Real-Time Generative Policy via Langevin-Guided Flow Matching for Autonomous Driving
It addresses real-time decision-making bottlenecks in autonomous driving, though it is incremental as it builds on prior diffusion-based methods.
The paper tackles the high inference latency of generative policies in autonomous driving RL by proposing DACER-F, which uses flow matching to generate competitive actions in a single step, achieving superior performance in simulations and a score of 775.8 on a DMC benchmark.
Reinforcement learning (RL) is a fundamental methodology in autonomous driving systems, where generative policies exhibit considerable potential by leveraging their ability to model complex distributions to enhance exploration. However, their inherent high inference latency severely impedes their deployment in real-time decision-making and control. To address this issue, we propose diffusion actor-critic with entropy regulator via flow matching (DACER-F) by introducing flow matching into online RL, enabling the generation of competitive actions in a single inference step. By leveraging Langevin dynamics and gradients of the Q-function, DACER-F dynamically optimizes actions from experience replay toward a target distribution that balances high Q-value information with exploratory behavior. The flow policy is then trained to efficiently learn a mapping from a simple prior distribution to this dynamic target. In complex multi-lane and intersection simulations, DACER-F outperforms baselines diffusion actor-critic with entropy regulator (DACER) and distributional soft actor-critic (DSAC), while maintaining an ultra-low inference latency. DACER-F further demonstrates its scalability on standard RL benchmark DeepMind Control Suite (DMC), achieving a score of 775.8 in the humanoid-stand task and surpassing prior methods. Collectively, these results establish DACER-F as a high-performance and computationally efficient RL algorithm.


Exercise goal:
Starting at the line that contains "This screenshot has width=1282, height=670.", reproduce every line through the end of the entries below, with no pictures in the copy.

---- Records shown

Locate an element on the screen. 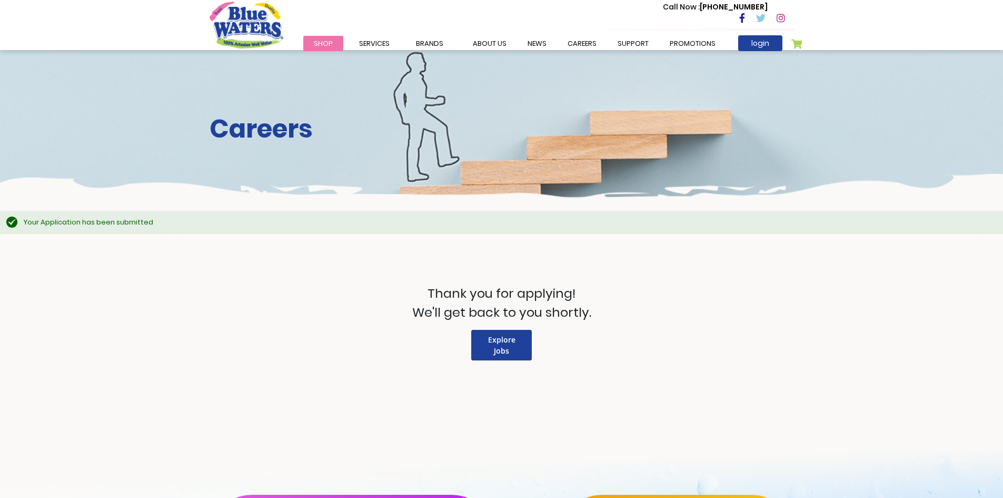  a: News is located at coordinates (537, 43).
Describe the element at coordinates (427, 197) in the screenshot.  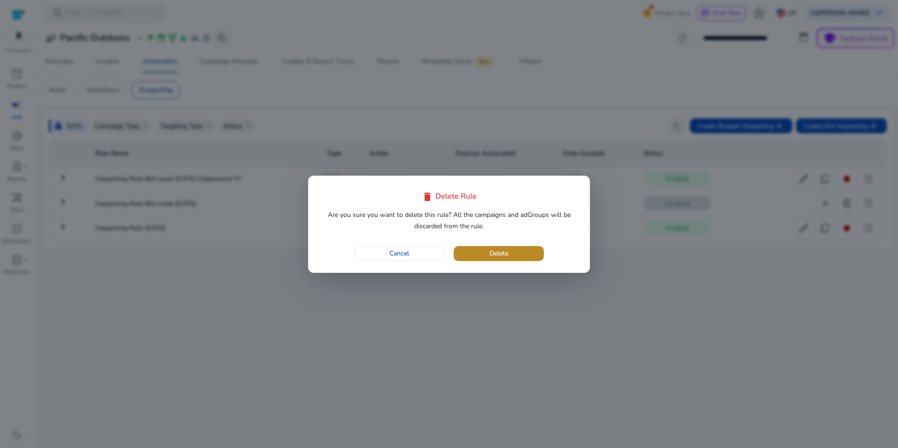
I see `span: delete` at that location.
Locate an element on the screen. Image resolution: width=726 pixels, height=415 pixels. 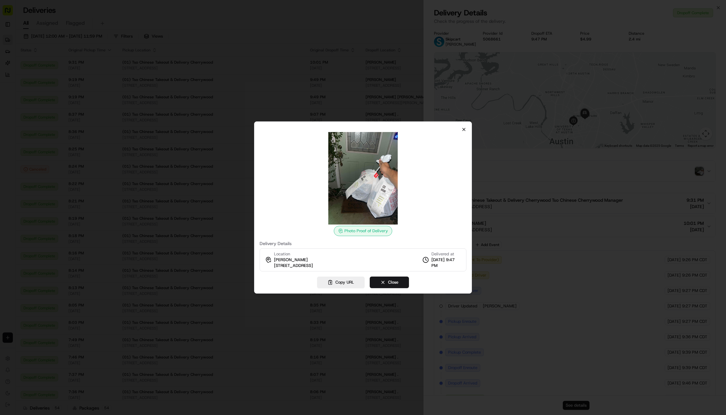
div: We're available if you need us! is located at coordinates (51, 71).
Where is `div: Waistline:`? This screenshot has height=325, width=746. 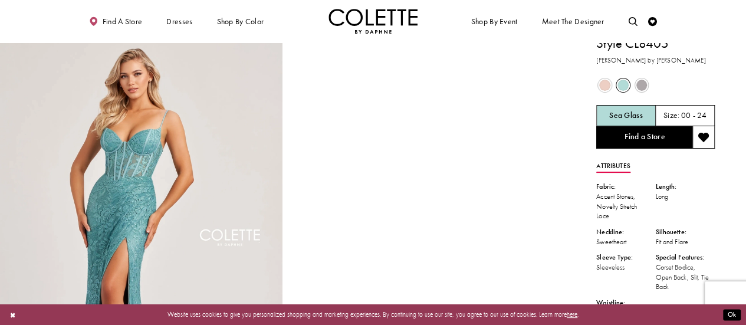 div: Waistline: is located at coordinates (626, 303).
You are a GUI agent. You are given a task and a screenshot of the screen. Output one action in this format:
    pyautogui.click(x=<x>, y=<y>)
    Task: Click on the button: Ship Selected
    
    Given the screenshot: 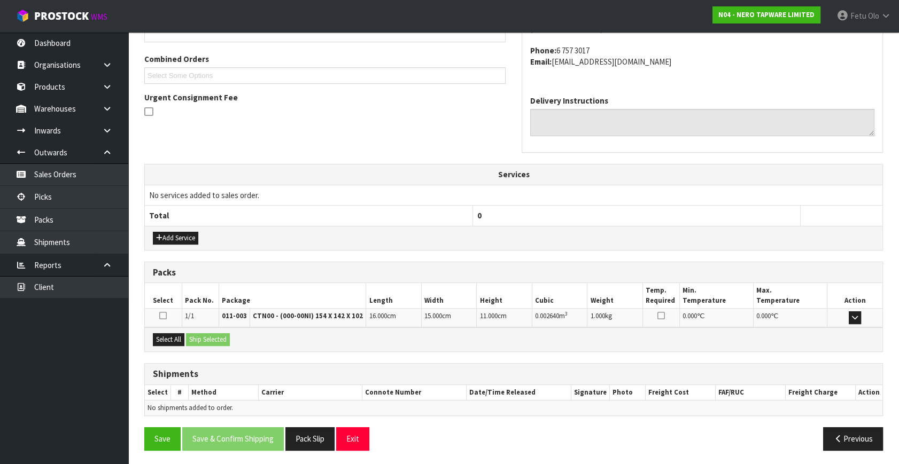 What is the action you would take?
    pyautogui.click(x=208, y=340)
    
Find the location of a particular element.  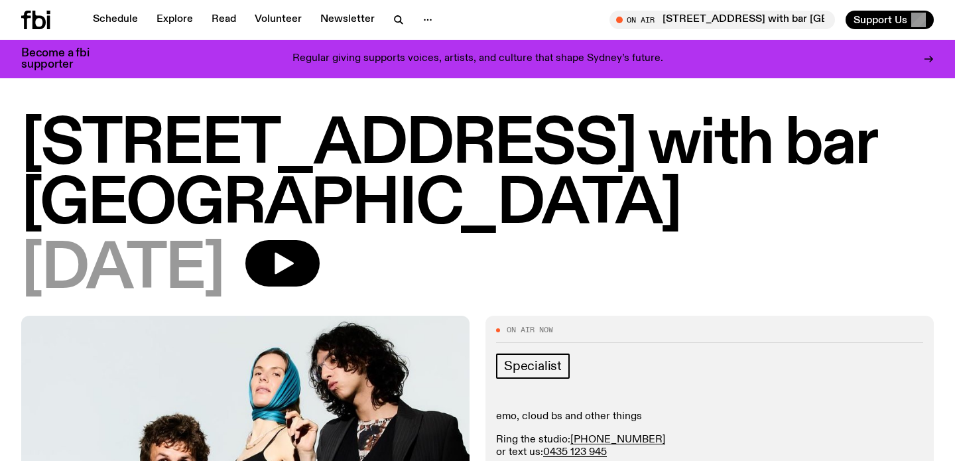

span: Support Us is located at coordinates (880, 20).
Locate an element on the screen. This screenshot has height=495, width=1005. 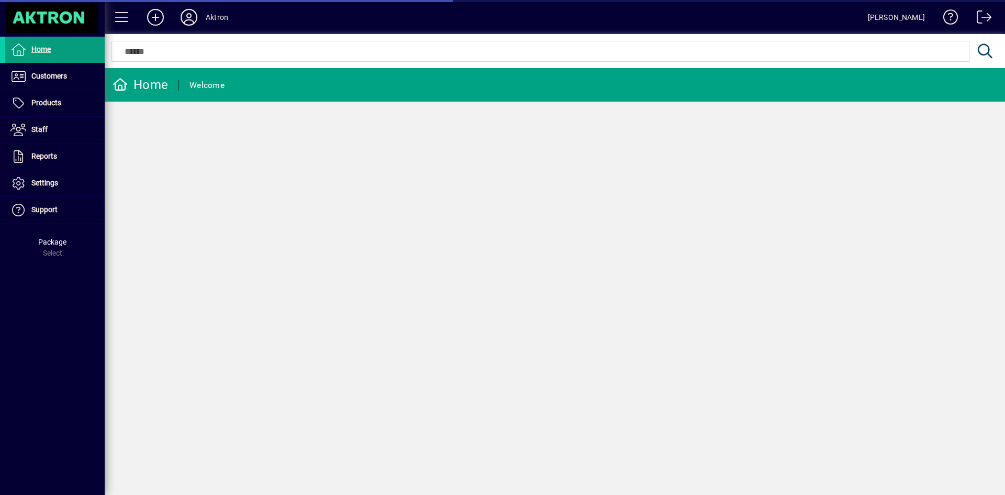
a: Logout is located at coordinates (980, 19).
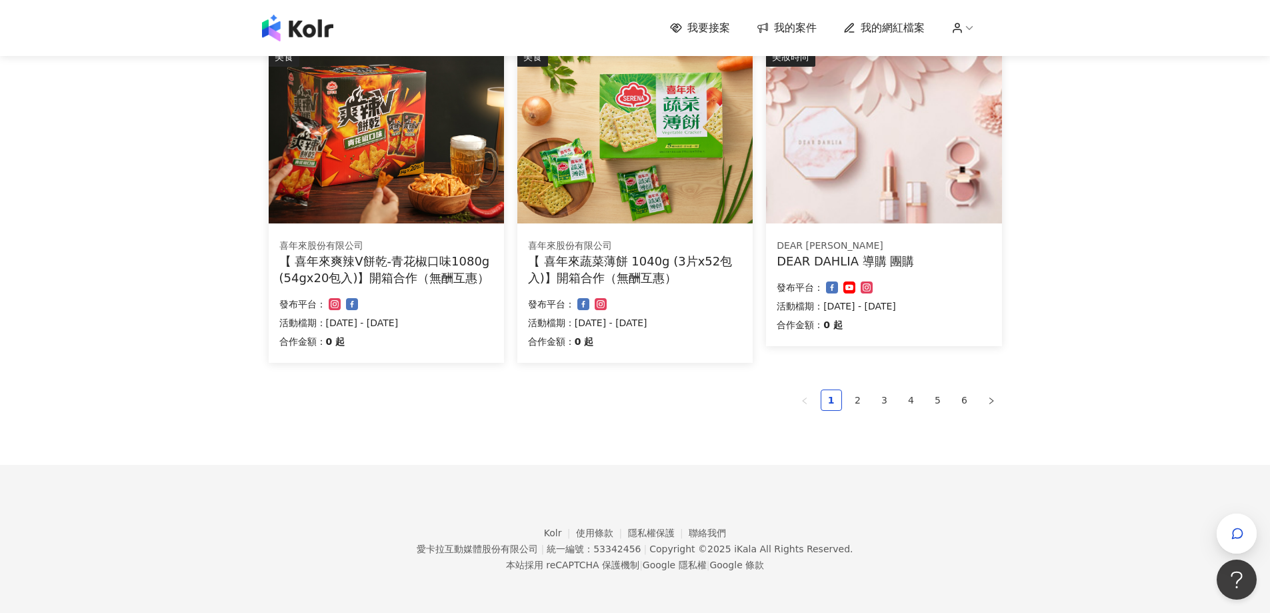  Describe the element at coordinates (858, 400) in the screenshot. I see `li: 2` at that location.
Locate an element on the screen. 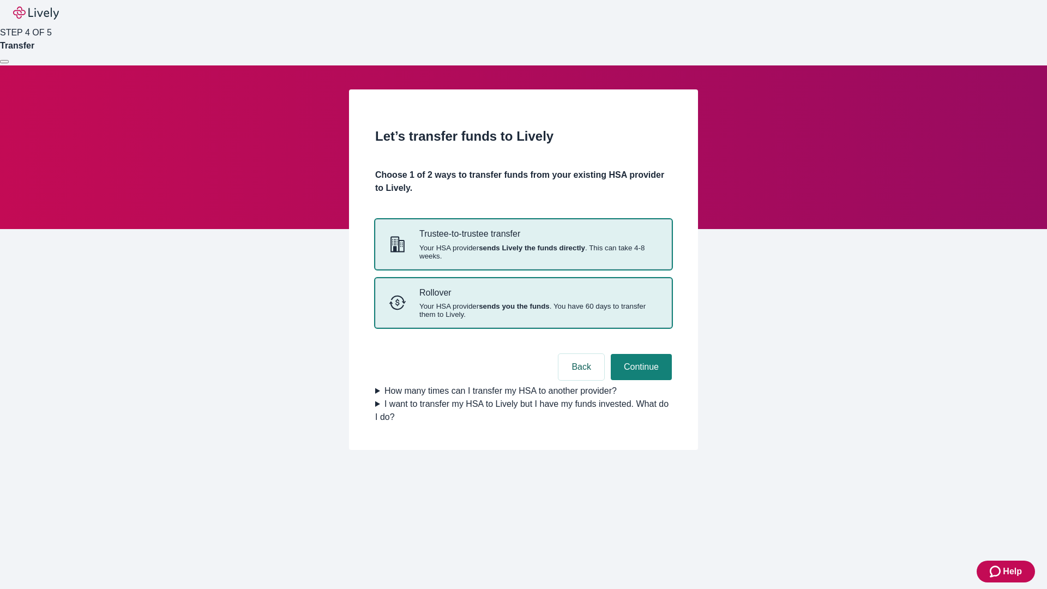  img: Lively is located at coordinates (36, 13).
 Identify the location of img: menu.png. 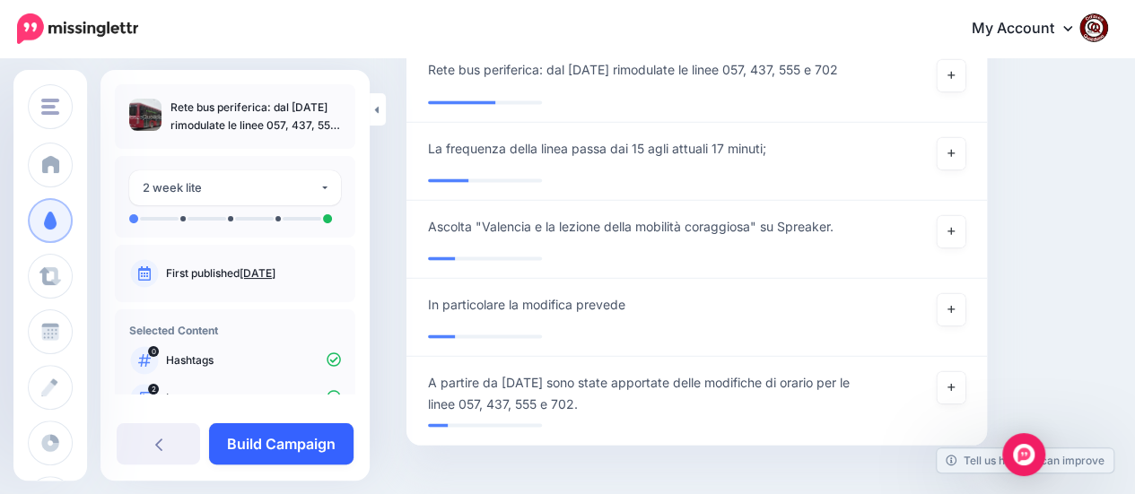
(50, 107).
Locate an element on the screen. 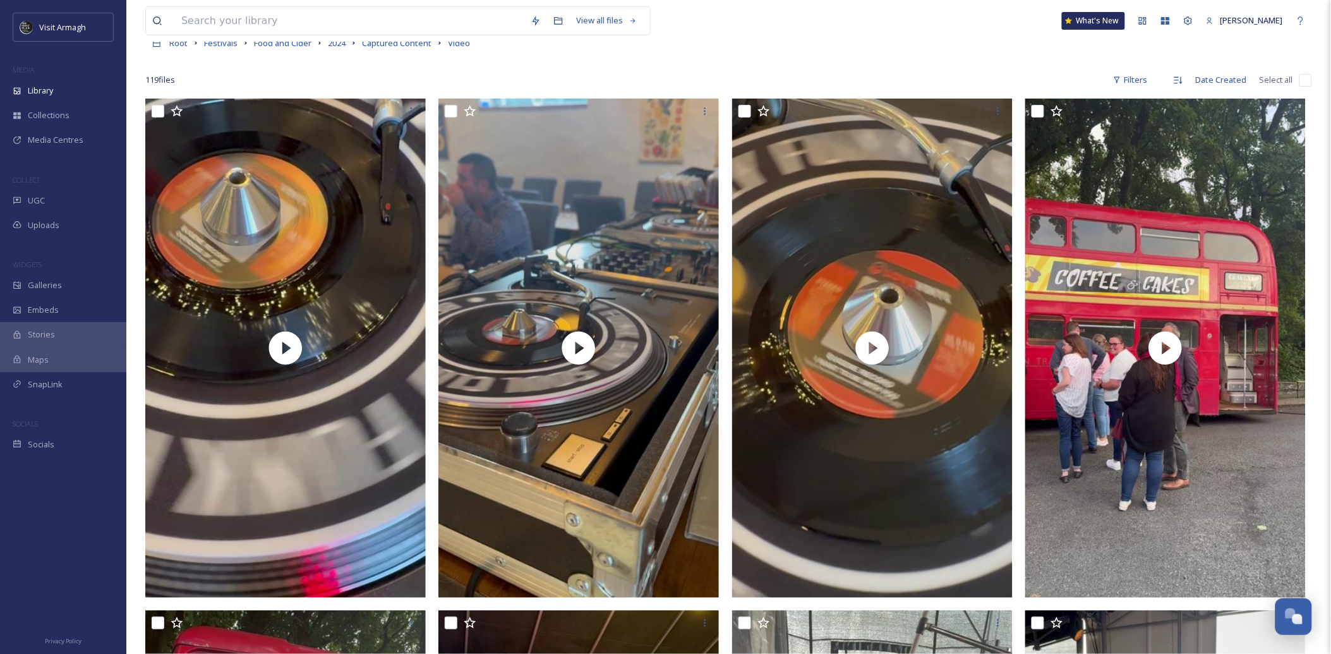  span: Visit Armagh is located at coordinates (63, 27).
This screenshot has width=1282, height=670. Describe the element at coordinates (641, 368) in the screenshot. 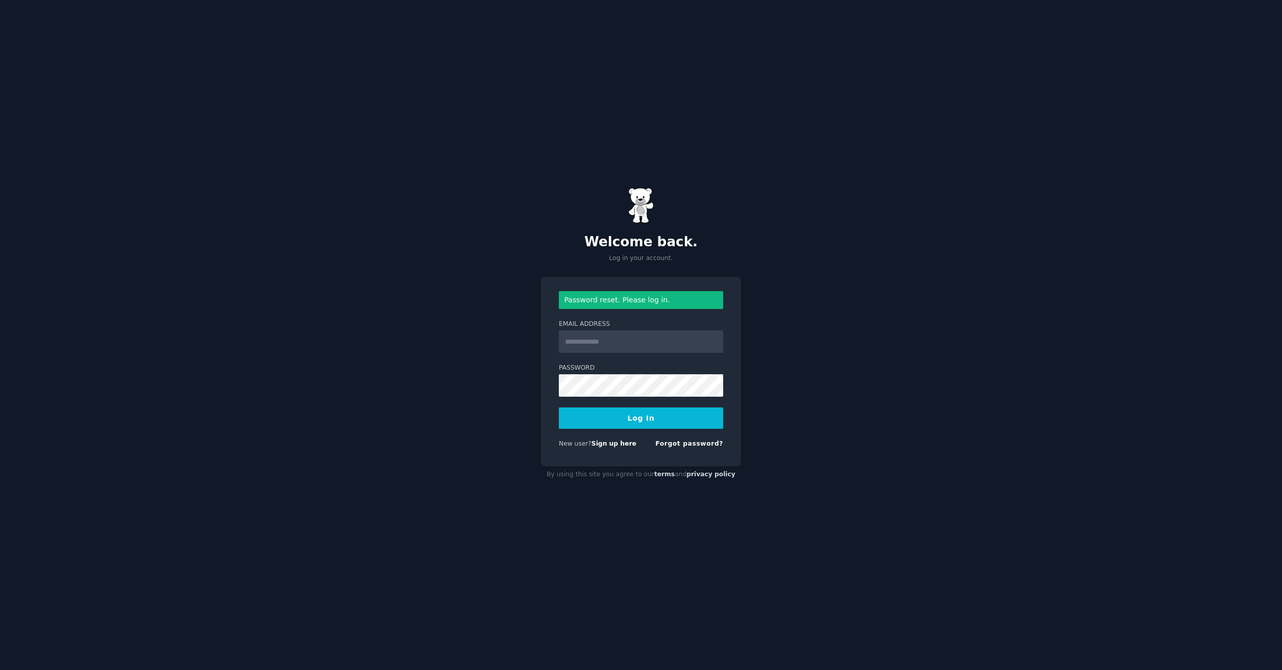

I see `label: Password` at that location.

--------

Solution:
This screenshot has width=1282, height=670. Describe the element at coordinates (641, 368) in the screenshot. 

I see `label: Password` at that location.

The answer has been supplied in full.